Kecking over Electron Counting Formalisms? An In-Class Exercise in Counting Electrons for Ru Complexes with Proton-Responsive Ligands in the CBC and Ionic Methods
Electron counting exercise motivated by a recent paper (J. Am. Chem.
Electron counting exercise motivated by a recent paper (J. Am. Chem.
In this literature discussion, students read an Inorganic Chemistry paper (doi: 10.1021/ic503062w) about diarylamido-based PNZ pincer ligands and their Ni, Pd, and Rh complexes. Specifically, this paper uses IR and E1/2 potentials to demonstrate that the redox events occur not on the metal center but on the pincer ligands.
This is an overview of some important principles of ligand design. Topics covered include HSAB theory, the chelate effect, the chelate ring size effect, the macrocyclic effect, the cryptate effect, and steric focus in ligand design.
The Committee on Professional Training (CPT) has restructured accreditation of Chemistry-related degrees, removing the old model of one year each of General, Analytical, Organic, and Physical Chemistry plus other relevant advanced classes as designed by the individual department. The new model (2008) requires one semester each in the five Foundation areas: Analytical, Inorganic, Organic, Biochemistry and Physical Chemistry, leaving General Chemistry as an option, with the development of advanced classes up to the individual departments.
This learning object is aimed at getting students to think critically about the data they collect in lab as they collect the data similar to how chemists typically conduct research. They will be given a pre-lab video and a procedure prior to lab, conduct the experiment, and then upload their data to an Excel spreadsheet. Students will then stay in their group to discuss the questions given to them on the worksheet in class with the instructor, and are allowed to continue working on them as a group up until the due date.
chapter 1 of George Stanley's Organometallics course: Introduction, Orbitals, Electron counting
This chapter is an overview of the field, with an emphasis on electron counting
The powerpoint slides contain answers to some of the in-class exercises, so those are behind the "faculty only" wall. I shares these with students after the class, but not before.
everyone is more than welcome to edit the materials to suit their own uses, and I would appreciate being notified of any mistakes that are found.
This literature discussion focuses on a paper from the Angelici lab that examines the heat of protonation of [CpʹIr(PR3)(CO)] compounds. The compounds presented in the paper provide good introductory examples for electron counting in organometallic compounds. The single carbonyl ligand in these compounds provide an excellent probe to monitor the electron richness at the metal center which is impacted by the electron donor ability of the ligands.
Students work in groups to derive the ligand-field diagram for a square-pyramidal vanadium(III) oxo complex using octahedral V(III) as a starting point. The activity helps students to correlate changes in orbital energies as a function of changing ligands and geometry as well as rationalizing why certain geometries can be particularly good (or bad) for particular complexes. The activity also helps students see why oxo complexes of early metals are frequently best described as triple bonds.
This list includes a number of LOs to help in teaching nanomaterials subjects; however, it is not exhaustive.
Updated June 2018.
This is a resource that has short, animated tutorials on a variety of different topics. Most of the topics are materials science and/or engineering topics but there are several that would be of interest to chemistry students. (A full list of topics is given below.)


**Your objective**
Write only how many lines in this data include "ticks".

**Data under study**
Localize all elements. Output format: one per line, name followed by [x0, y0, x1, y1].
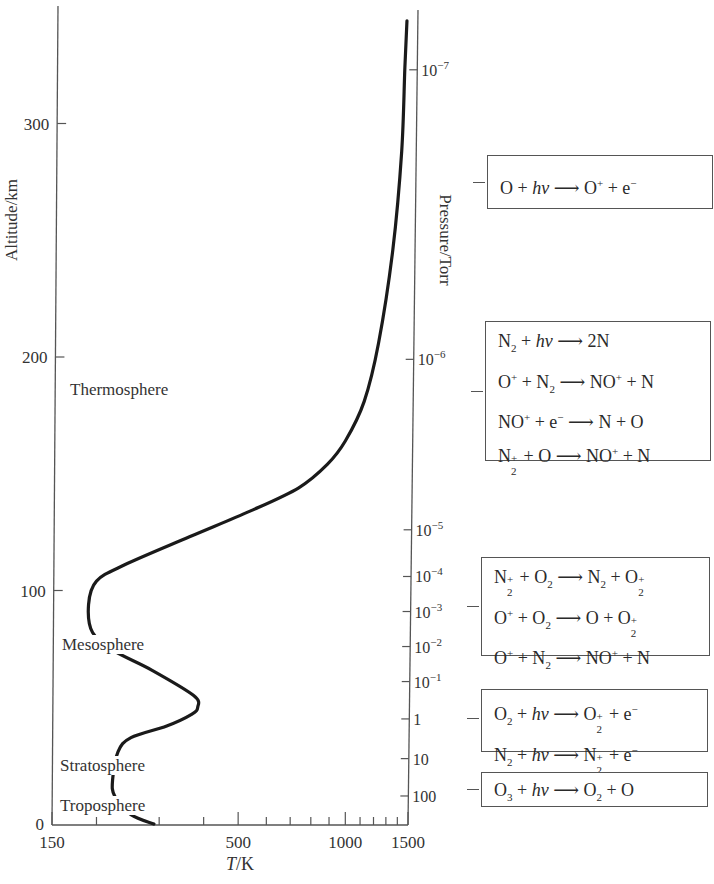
- x-axis-label: T/K: [226, 854, 254, 874]
- reaction-box: O + hν ⟶ O+ + e−: [487, 155, 713, 209]
- reaction-box: N2 + hν ⟶ 2NO+ + N2 ⟶ NO+ + NNO+ + e− ⟶ …: [485, 321, 711, 461]
- x-tick-label: 1000: [328, 833, 362, 852]
- y-axis-label: Altitude/km: [2, 179, 21, 261]
- reaction-equation: N+2 + O ⟶ NO+ + N: [498, 437, 710, 471]
- box-connector: [471, 391, 483, 392]
- layer-label-thermosphere: Thermosphere: [70, 380, 168, 399]
- pressure-tick-label: 10: [413, 751, 429, 768]
- y-tick-label: 0: [36, 815, 45, 834]
- pressure-tick-label: 10−7: [421, 59, 449, 79]
- reaction-box: N+2 + O2 ⟶ N2 + O+2O+ + O2 ⟶ O + O+2O+ +…: [481, 557, 710, 656]
- y-tick-label: 200: [22, 348, 48, 367]
- pressure-tick-label: 100: [412, 788, 436, 805]
- pressure-tick-label: 10−2: [414, 636, 442, 656]
- reaction-equation: O+ + N2 ⟶ NO+ + N: [494, 639, 709, 680]
- layer-label-stratosphere: Stratosphere: [60, 756, 145, 775]
- box-connector: [467, 718, 479, 719]
- layer-label-mesosphere: Mesosphere: [62, 635, 144, 654]
- x-tick-label: 1500: [391, 833, 425, 852]
- pressure-tick-label: 10−4: [415, 565, 443, 585]
- pressure-tick-label: 10−5: [416, 519, 444, 539]
- reaction-equation: O + hν ⟶ O+ + e−: [500, 169, 712, 203]
- reaction-equation: N+2 + O2 ⟶ N2 + O+2: [494, 563, 709, 599]
- reaction-equation: O3 + hν ⟶ O2 + O: [494, 776, 707, 812]
- reaction-equation: O+ + O2 ⟶ O + O+2: [494, 599, 709, 640]
- pressure-tick-label: 1: [413, 711, 421, 728]
- x-tick-label: 500: [225, 833, 251, 852]
- x-tick-label: 150: [39, 833, 65, 852]
- box-connector: [467, 606, 479, 607]
- pressure-tick-label: 10−1: [414, 671, 442, 691]
- reaction-equation: N2 + hν ⟶ N+2 + e−: [494, 736, 707, 777]
- x-ticks: 15050010001500: [39, 812, 425, 852]
- pressure-ticks: 10−710−610−510−410−310−210−1110100: [400, 59, 449, 805]
- y-tick-label: 100: [20, 582, 46, 601]
- pressure-tick-label: 10−6: [418, 348, 446, 368]
- reaction-equation: NO+ + e− ⟶ N + O: [498, 403, 710, 437]
- y-axis-altitude: [52, 6, 58, 825]
- axes: [52, 6, 418, 825]
- y-tick-label: 300: [24, 115, 50, 134]
- layer-label-troposphere: Troposphere: [60, 796, 145, 815]
- box-connector: [473, 182, 485, 183]
- reaction-equation: O2 + hν ⟶ O+2 + e−: [494, 695, 707, 736]
- y2-axis-label: Pressure/Torr: [436, 194, 455, 286]
- temperature-curve: [88, 21, 407, 824]
- y2-axis-pressure: [408, 10, 418, 825]
- pressure-tick-label: 10−3: [415, 601, 443, 621]
- reaction-box: O2 + hν ⟶ O+2 + e−N2 + hν ⟶ N+2 + e−: [481, 689, 708, 752]
- reaction-box: O3 + hν ⟶ O2 + O: [481, 772, 708, 807]
- box-connector: [467, 789, 479, 790]
- y-ticks: 0100200300: [20, 115, 66, 835]
- reaction-equation: N2 + hν ⟶ 2N: [498, 327, 710, 363]
- reaction-equation: O+ + N2 ⟶ NO+ + N: [498, 363, 710, 404]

**Solution for this exercise**
3